Which preposition to use with feel
Seeing that it was useless to expect to make out anything, with the light so high, I felt in my pockets for a piece of twine, with which to lower it further into the opening.
On looking around, I found myself lying on what had been the ceiling of our chamber, which still, however, felt like the bottom.
Cautiously, I get upon my knees, and feel for the central bolt.
It was such an entirely different world from any I had been accustomed to that it took me some time to feel at home in my new milieu.
Mr. Barnett's very accurate explosivesSlade's insistenceyour risking your lives as you did, mites on the crust of a red-hot cheeseI hope you know how I feel about it all.
I have the queer, faint, pit-water smell of it in my nostrils now as I write, and my fingers have subconscious memories of the soft, "cloggy" feel of the long-damp pages.
Evidently, some of the brutes were feeling with their claw-hands, about the door, to discover whether there were any means of ingress.
He proposes a poem to be called "Elegiac Stanzas to a Sucking Pig," and of "Alice Fell" he writes that "if the publishing of such trash as this be not felt as an insult on the public taste, we are afraid it cannot be insulted."

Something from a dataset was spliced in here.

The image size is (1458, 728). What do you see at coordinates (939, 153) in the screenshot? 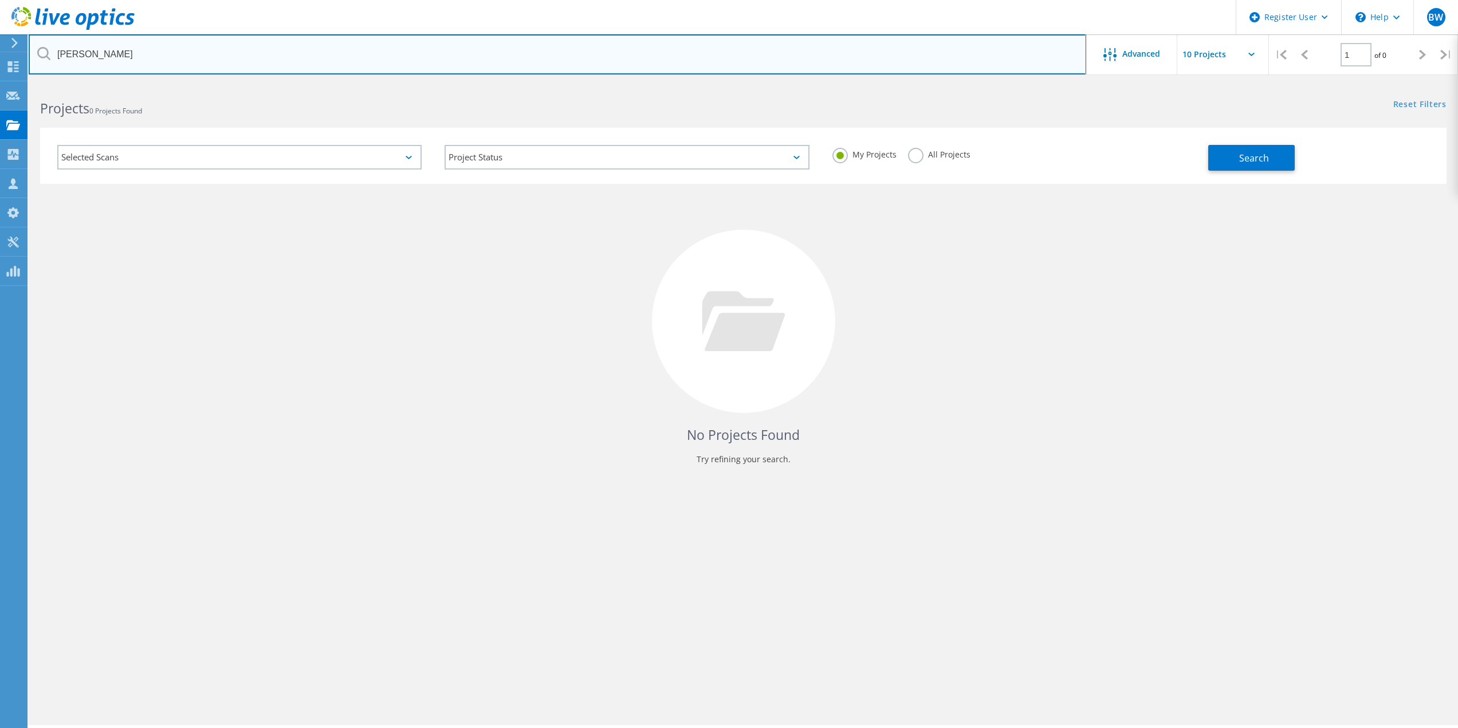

"Oh, they express quite sufficiently the grief I feel on this occasion.
It is, I say, because I am forced to express the gratitude I then felt to the holy goddess who was the promiser and bestower of Love's delights.
The attraction he had, even from their first introduction, felt towards Miss Morriston had become quickly intensified by their strangely confidential talk on the previous evening.
"I reckon I've betrayed your confidence, sir," said MONTGOMERY, desperately; "but you must have known, from hearsay at least, how I have felt toward this young lady ever since our first meeting, and should not have exposed me to a temptation stronger than I could bear.
'tis losing time; For what is Death, a pain that's sooner ended Than what I felt from every frown of hers?
They felt under her pillow again, but never thought of looking at the shawls of the baby who lay so peacefully by her side; and then at last they crept away and closed the door gently behind them.
"The colossal remains of shattered mountain chains speak of the greatness of God; and man is encouraged and lifts himself up by them, feeling within himself the same spirit and power.
If you feel after this time still responsible, and that you have a certain duty, still remember, even so, you might be very unhappy together all your lives.
But one feels by day anything but good will to note the shorn shrubs and cropped blossom-tops.
At this moment a sudden and violent earthquake was felt through all the extensive scene.
After the death of St. Dominic the Inquisition gradually assumed a more definite and avowed character, and its repressive hand, inflicting terrible punishments upon accused heretics, was soon felt throughout Southern Europe, and later in the Netherlands, the order of St. Dominic at first furnishing its principal agents.
Republic, strength of feeling against the, in Paris "society;" enthusiasm of farmers over the; disappointment of statesmen in the; moderation of feeling in society circles toward the, at present time.
Tonnison was grumpy, and I felt out of sorts.
There is great tenderness felt over the stomach, followed by clammy perspirations and convulsions; the legs are often drawn up, and there is generally stupor, from which the patient, however, can easily be roused, and always great prostration of strength.
My twelve stone had dwindled to the weight of a small fowl, and hooking my little finger into the loop of a string hung from a peg fixed near the top of the stern wall, I found myself able thus to support my weight without any sense of fatigue for a quarter of an hour or more; in fact, I felt during that time absolutely no sense of muscular weariness.
In his sleep, he dreams that BUMSTEAD examines him closely, with a view to gaining some clue to the mystery of the light behind both their backs; and, on finding the lantern under him, and, studying it profoundly for some time, is suddenly moved to feel along his own back.
It sought its channel daintily, as streamlets do, feeling among the stones in eddies, quiet pools, miniature falls, and rapids.